Cosmoose

Configuration

CosmooseOptions and connection setup

CosmooseOptions

The Cosmoose constructor accepts a configuration object:

index.ts
import { Cosmoose } from '@cosmoose/core';

const cosmoose = new Cosmoose({
  endpoint: 'https://your-account.documents.azure.com:443/',
  key: process.env.COSMOS_KEY,
  databaseName: process.env.COSMOS_DATABASE,
});
PropertyTypeDescription
endpointstringCosmos DB account endpoint URL
keystringPrimary or secondary access key
databaseNamestringDatabase name (created if it doesn't exist)

Connection Lifecycle

index.ts
// Connect to the database
await cosmoose.connect();

// Check connection status
cosmoose.isConnected(); // true

// Access the underlying database object
const database = cosmoose.getDatabase();

Calling connect() multiple times is safe — subsequent calls are no-ops.

Events

Cosmoose extends EventEmitter and emits lifecycle events:

index.ts
cosmoose.on('initiate', () => {
  console.log('Connecting...');
});

cosmoose.on('initiated', (databaseName: string) => {
  console.log(`Connected to ${databaseName}`);
});

await cosmoose.connect();
EventPayloadWhen
initiateBefore connection starts
initiateddatabaseName: stringAfter connection succeeds

Environment Variables

A common pattern is to load configuration from environment variables:

index.ts
const cosmoose = new Cosmoose({
  endpoint: process.env.COSMOS_ENDPOINT,
  key: process.env.COSMOS_KEY,
  databaseName: process.env.COSMOS_DATABASE,
});

Using the Cosmos DB Emulator

For local development, use the Azure Cosmos DB Emulator:

index.ts
const cosmoose = new Cosmoose({
  endpoint: 'https://localhost:8081',
  key: 'C2y6yDjf5/R+ob0N8A7Cgv30VRDJIWEHLM+4QDU5DE2nQ9nDuVTqobD4b8mGGyPMbIZnqyMsEcaGQy67XIw/Jw==',
  databaseName: process.env.COSMOS_DATABASE,
});

The key shown above is the well-known emulator key — it's safe to use in code and not a secret.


To do →
Every entry below needs to be printed again exactly, with its pictures left out.

☆ ☆ ☆

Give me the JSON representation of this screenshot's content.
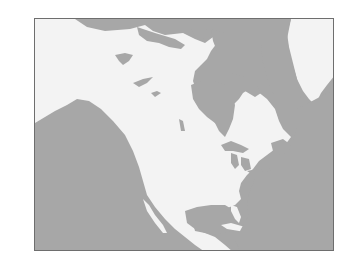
{
  "map": {
    "region": "North America",
    "style": "grayscale outline map, no labels",
    "colors": {
      "ocean": "#a7a7a7",
      "land": "#f3f3f3",
      "frame": "#6e6e6e",
      "background": "#ffffff"
    },
    "features": [
      "Alaska",
      "Canada",
      "Arctic Archipelago",
      "Greenland",
      "Hudson Bay",
      "Great Lakes",
      "United States",
      "Mexico",
      "Gulf of Mexico",
      "Caribbean islands",
      "Central America",
      "Pacific Ocean",
      "Atlantic Ocean"
    ]
  }
}
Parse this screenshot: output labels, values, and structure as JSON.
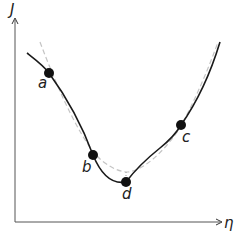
{
  "diagram": {
    "axes": {
      "y_label": "J",
      "x_label": "η"
    },
    "curves": [
      {
        "name": "true-cost-curve",
        "style": "solid",
        "color": "#1a1a1a"
      },
      {
        "name": "approximate-curve",
        "style": "dashed",
        "color": "#c0c0c0"
      }
    ],
    "points": [
      {
        "label": "a",
        "x": 49,
        "y": 73
      },
      {
        "label": "b",
        "x": 93,
        "y": 155
      },
      {
        "label": "c",
        "x": 181,
        "y": 125
      },
      {
        "label": "d",
        "x": 126,
        "y": 182
      }
    ]
  }
}
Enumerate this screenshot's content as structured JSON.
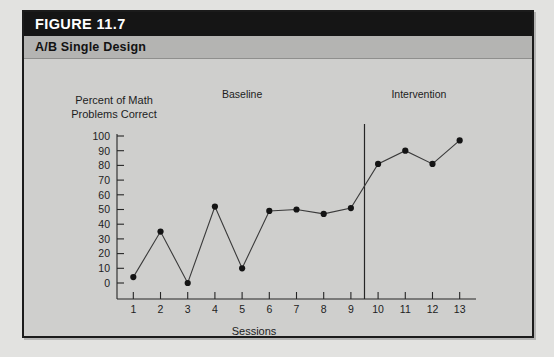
{
  "figure": {
    "number_label": "FIGURE 11.7",
    "subtitle": "A/B Single Design"
  },
  "chart_data": {
    "type": "line",
    "title": "A/B Single Design",
    "xlabel": "Sessions",
    "ylabel": "Percent of Math Problems Correct",
    "ylabel_line1": "Percent of Math",
    "ylabel_line2": "Problems Correct",
    "x": [
      1,
      2,
      3,
      4,
      5,
      6,
      7,
      8,
      9,
      10,
      11,
      12,
      13
    ],
    "values": [
      4,
      35,
      0,
      52,
      10,
      49,
      50,
      47,
      51,
      81,
      90,
      81,
      97
    ],
    "xticklabels": [
      "1",
      "2",
      "3",
      "4",
      "5",
      "6",
      "7",
      "8",
      "9",
      "10",
      "11",
      "12",
      "13"
    ],
    "yticks": [
      0,
      10,
      20,
      30,
      40,
      50,
      60,
      70,
      80,
      90,
      100
    ],
    "yticklabels": [
      "0",
      "10",
      "20",
      "30",
      "40",
      "50",
      "60",
      "70",
      "80",
      "90",
      "100"
    ],
    "ylim": [
      0,
      100
    ],
    "xlim": [
      0.4,
      13.6
    ],
    "grid": false,
    "legend": "none",
    "marker": "filled-circle",
    "line_color": "#3a3a3a",
    "marker_color": "#141414",
    "background_color": "#cfcfcd",
    "phase_change_x": 9.5,
    "phases": [
      {
        "name": "Baseline",
        "label": "Baseline",
        "start": 1,
        "end": 9
      },
      {
        "name": "Intervention",
        "label": "Intervention",
        "start": 10,
        "end": 13
      }
    ],
    "annotations": [
      {
        "text": "Baseline",
        "x": 5,
        "position": "top"
      },
      {
        "text": "Intervention",
        "x": 11.5,
        "position": "top"
      }
    ]
  }
}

☆ ☆ ☆

The completed task →
Give me the JSON representation of this screenshot's content.
{
  "map": {
    "region": "North America",
    "style": "grayscale outline map, no labels",
    "colors": {
      "ocean": "#a7a7a7",
      "land": "#f3f3f3",
      "frame": "#6e6e6e",
      "background": "#ffffff"
    },
    "features": [
      "Alaska",
      "Canada",
      "Arctic Archipelago",
      "Greenland",
      "Hudson Bay",
      "Great Lakes",
      "United States",
      "Mexico",
      "Gulf of Mexico",
      "Caribbean islands",
      "Central America",
      "Pacific Ocean",
      "Atlantic Ocean"
    ]
  }
}
Parse this screenshot: output labels, values, and structure as JSON.
{
  "diagram": {
    "axes": {
      "y_label": "J",
      "x_label": "η"
    },
    "curves": [
      {
        "name": "true-cost-curve",
        "style": "solid",
        "color": "#1a1a1a"
      },
      {
        "name": "approximate-curve",
        "style": "dashed",
        "color": "#c0c0c0"
      }
    ],
    "points": [
      {
        "label": "a",
        "x": 49,
        "y": 73
      },
      {
        "label": "b",
        "x": 93,
        "y": 155
      },
      {
        "label": "c",
        "x": 181,
        "y": 125
      },
      {
        "label": "d",
        "x": 126,
        "y": 182
      }
    ]
  }
}
Enumerate this screenshot's content as structured JSON.
{
  "figure": {
    "number_label": "FIGURE 11.7",
    "subtitle": "A/B Single Design"
  },
  "chart_data": {
    "type": "line",
    "title": "A/B Single Design",
    "xlabel": "Sessions",
    "ylabel": "Percent of Math Problems Correct",
    "ylabel_line1": "Percent of Math",
    "ylabel_line2": "Problems Correct",
    "x": [
      1,
      2,
      3,
      4,
      5,
      6,
      7,
      8,
      9,
      10,
      11,
      12,
      13
    ],
    "values": [
      4,
      35,
      0,
      52,
      10,
      49,
      50,
      47,
      51,
      81,
      90,
      81,
      97
    ],
    "xticklabels": [
      "1",
      "2",
      "3",
      "4",
      "5",
      "6",
      "7",
      "8",
      "9",
      "10",
      "11",
      "12",
      "13"
    ],
    "yticks": [
      0,
      10,
      20,
      30,
      40,
      50,
      60,
      70,
      80,
      90,
      100
    ],
    "yticklabels": [
      "0",
      "10",
      "20",
      "30",
      "40",
      "50",
      "60",
      "70",
      "80",
      "90",
      "100"
    ],
    "ylim": [
      0,
      100
    ],
    "xlim": [
      0.4,
      13.6
    ],
    "grid": false,
    "legend": "none",
    "marker": "filled-circle",
    "line_color": "#3a3a3a",
    "marker_color": "#141414",
    "background_color": "#cfcfcd",
    "phase_change_x": 9.5,
    "phases": [
      {
        "name": "Baseline",
        "label": "Baseline",
        "start": 1,
        "end": 9
      },
      {
        "name": "Intervention",
        "label": "Intervention",
        "start": 10,
        "end": 13
      }
    ],
    "annotations": [
      {
        "text": "Baseline",
        "x": 5,
        "position": "top"
      },
      {
        "text": "Intervention",
        "x": 11.5,
        "position": "top"
      }
    ]
  }
}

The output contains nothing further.